[Stored data entries]
______________________________

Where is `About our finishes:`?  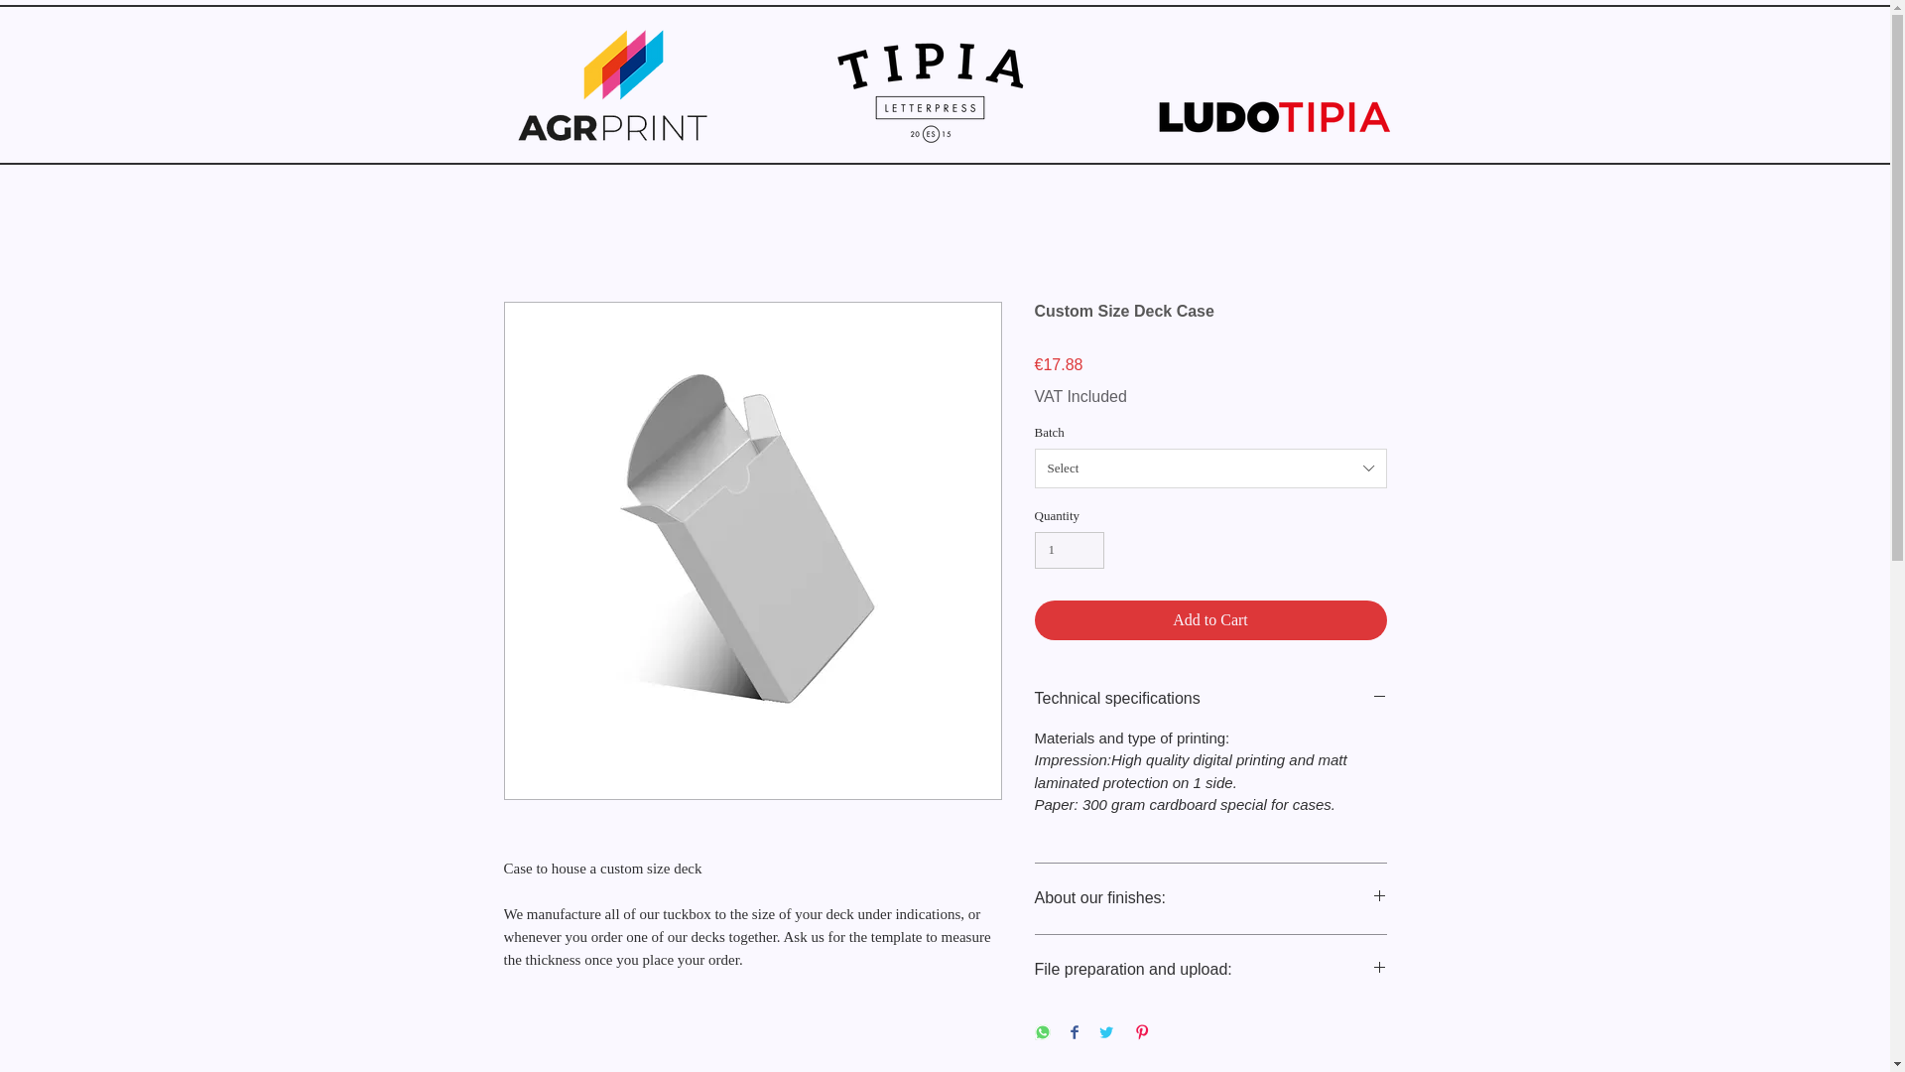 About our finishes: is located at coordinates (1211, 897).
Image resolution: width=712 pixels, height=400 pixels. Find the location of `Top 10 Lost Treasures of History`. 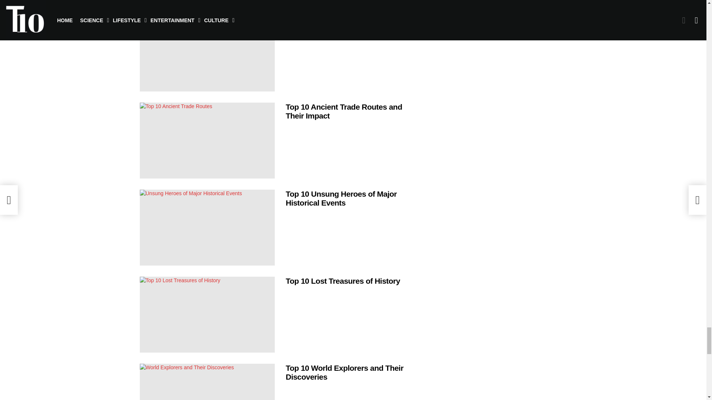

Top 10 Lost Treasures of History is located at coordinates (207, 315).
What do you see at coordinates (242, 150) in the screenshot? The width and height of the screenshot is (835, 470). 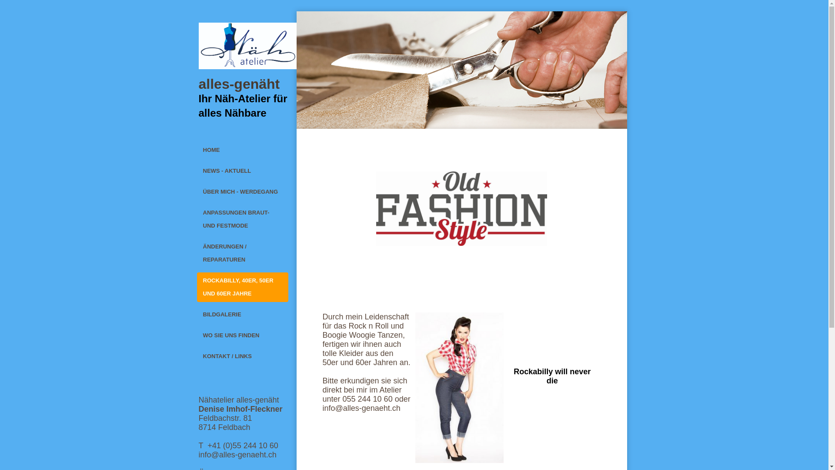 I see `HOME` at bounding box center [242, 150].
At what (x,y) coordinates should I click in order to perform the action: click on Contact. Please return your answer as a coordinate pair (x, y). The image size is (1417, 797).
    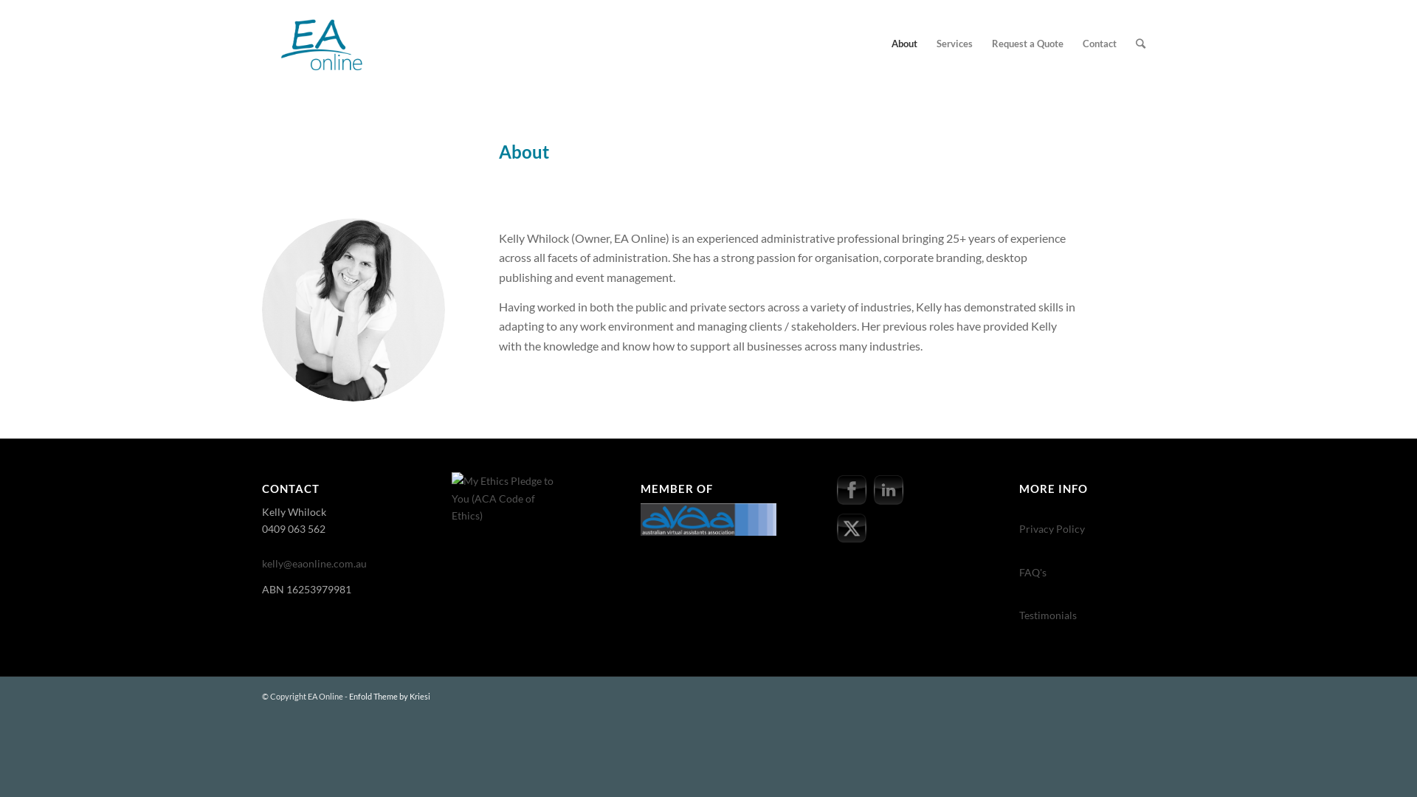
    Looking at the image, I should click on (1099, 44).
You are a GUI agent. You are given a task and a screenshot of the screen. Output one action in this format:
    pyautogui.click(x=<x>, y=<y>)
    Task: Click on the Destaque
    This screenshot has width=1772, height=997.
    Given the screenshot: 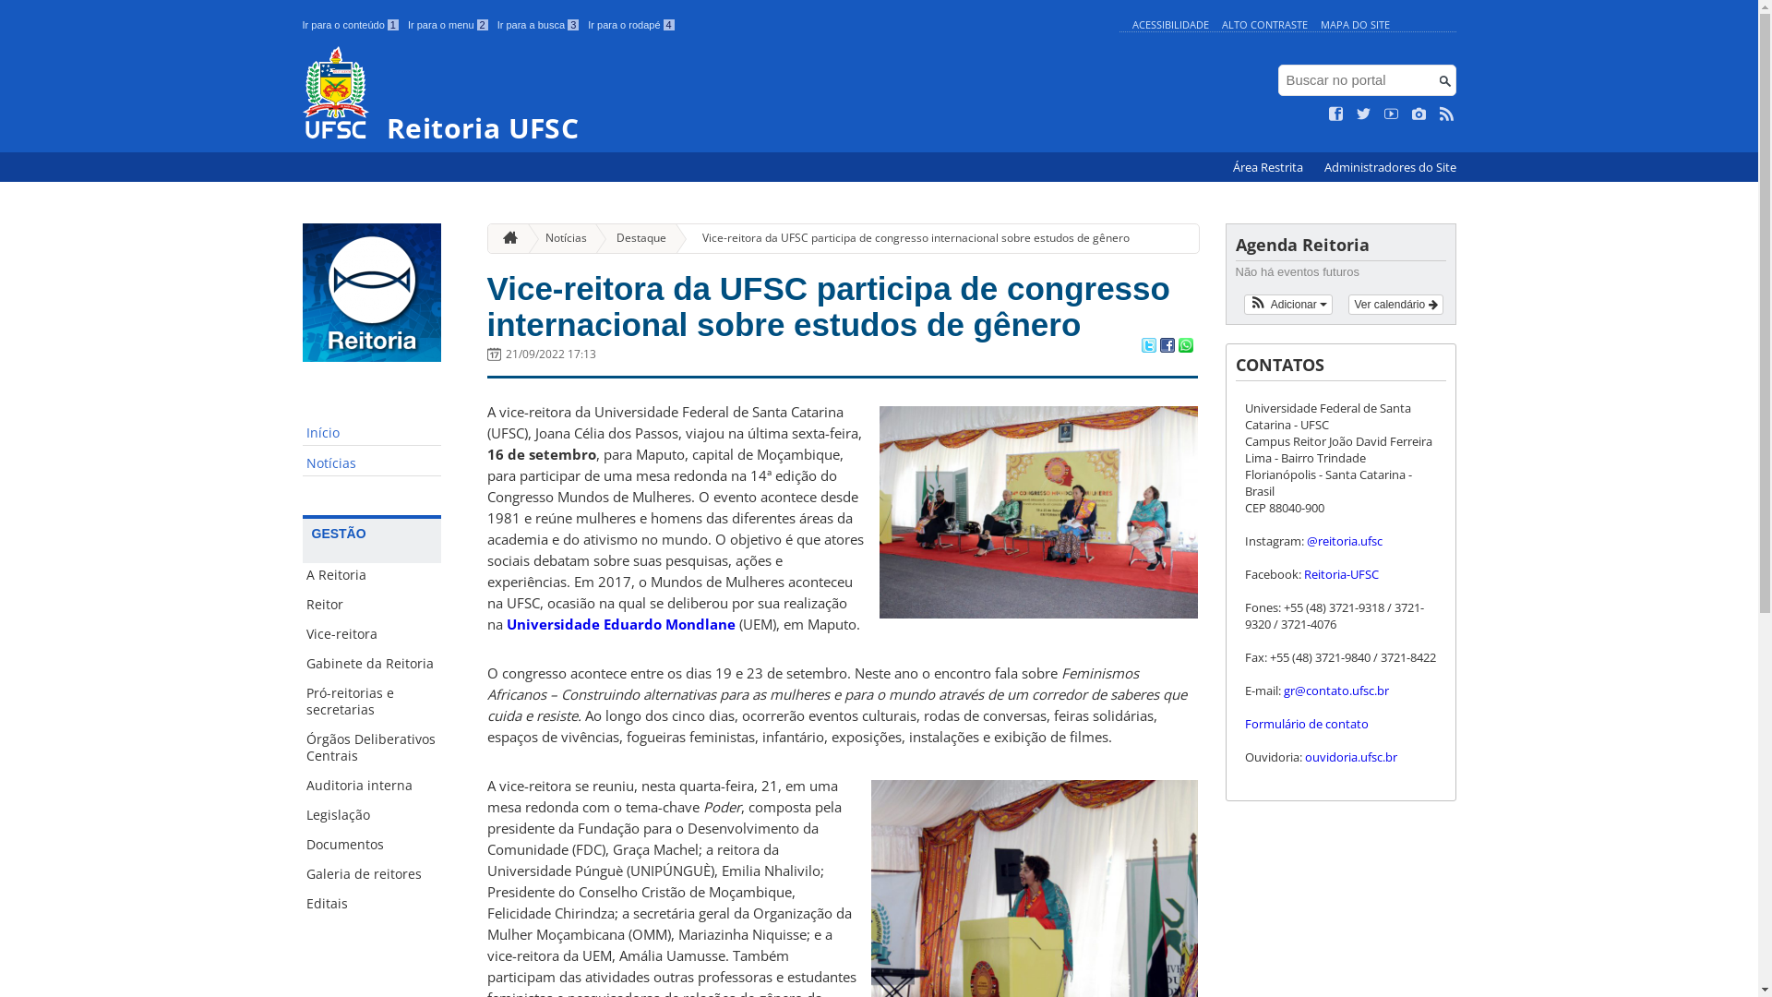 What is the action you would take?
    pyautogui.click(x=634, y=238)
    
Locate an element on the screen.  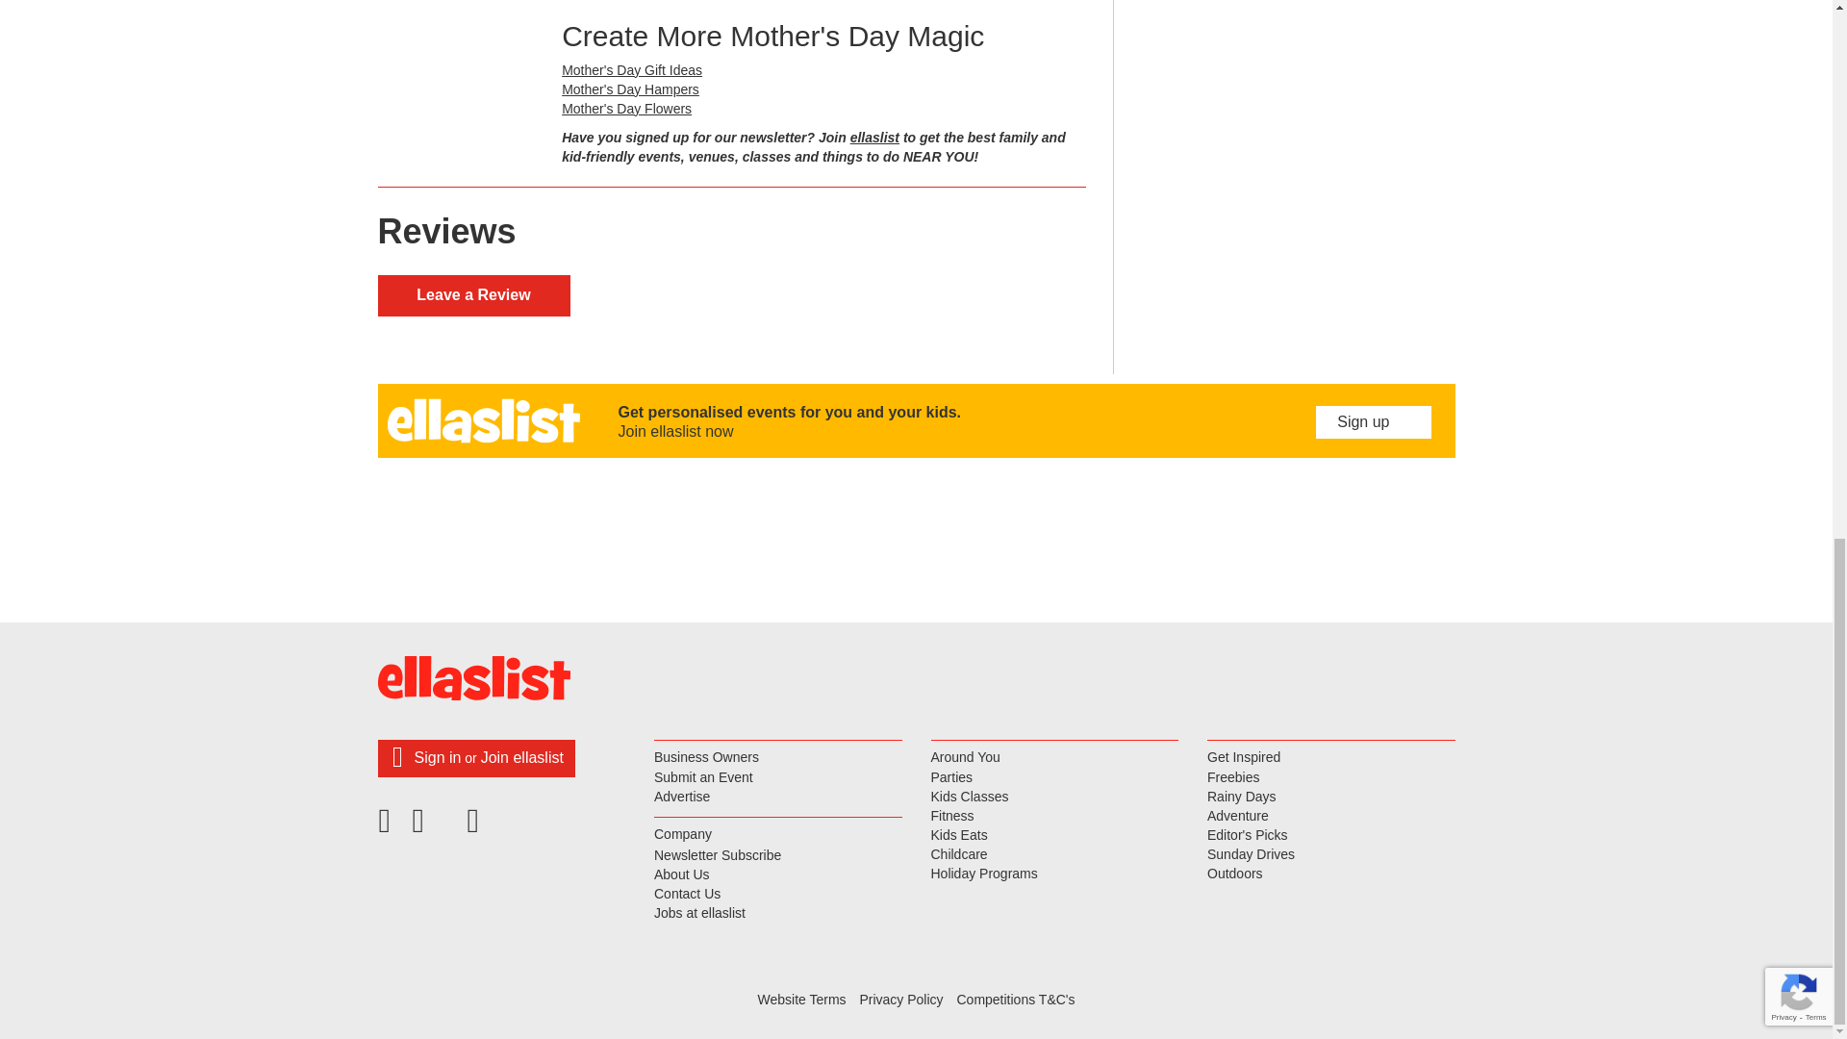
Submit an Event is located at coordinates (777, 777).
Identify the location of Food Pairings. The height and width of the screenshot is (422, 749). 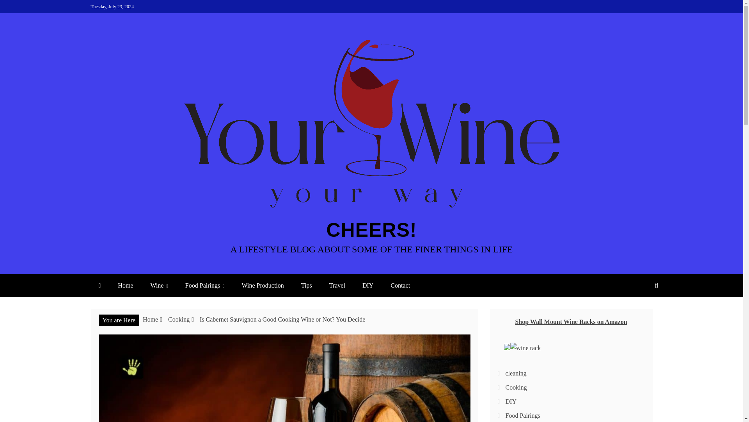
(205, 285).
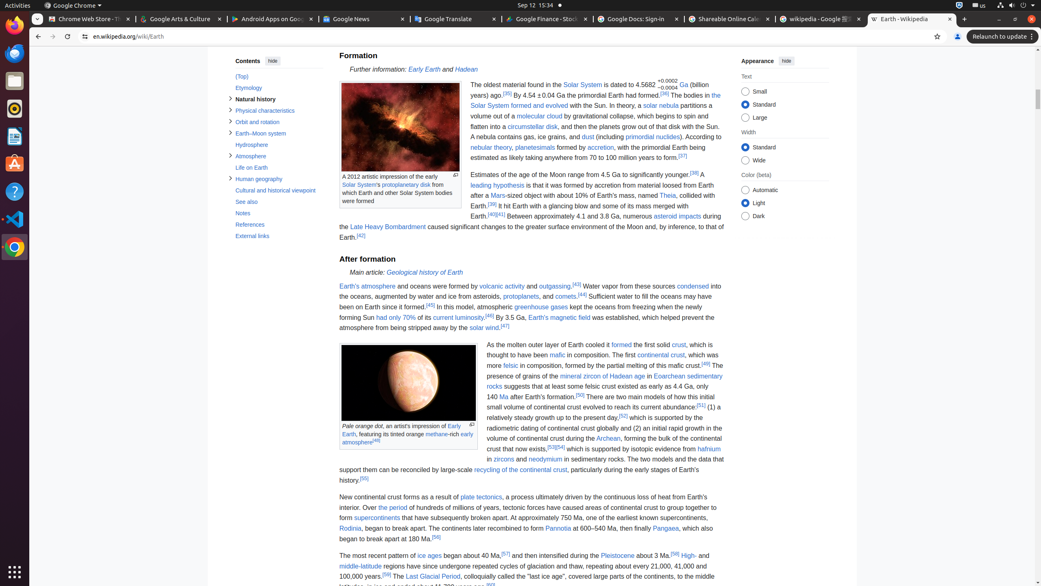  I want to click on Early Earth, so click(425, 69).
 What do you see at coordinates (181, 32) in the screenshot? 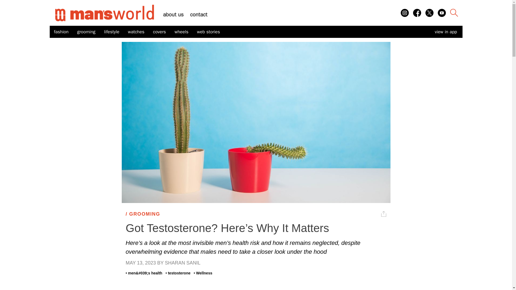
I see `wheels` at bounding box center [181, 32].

______________________________

= WHAT YOU HAVE TO DO =
Write out exactly the lines beginning with the line that holds "What do you see at coordinates (181, 32)" and ending with the final line of the data, both ends included, without the pictures.

= RESULT =
 What do you see at coordinates (181, 32) in the screenshot? 
I see `wheels` at bounding box center [181, 32].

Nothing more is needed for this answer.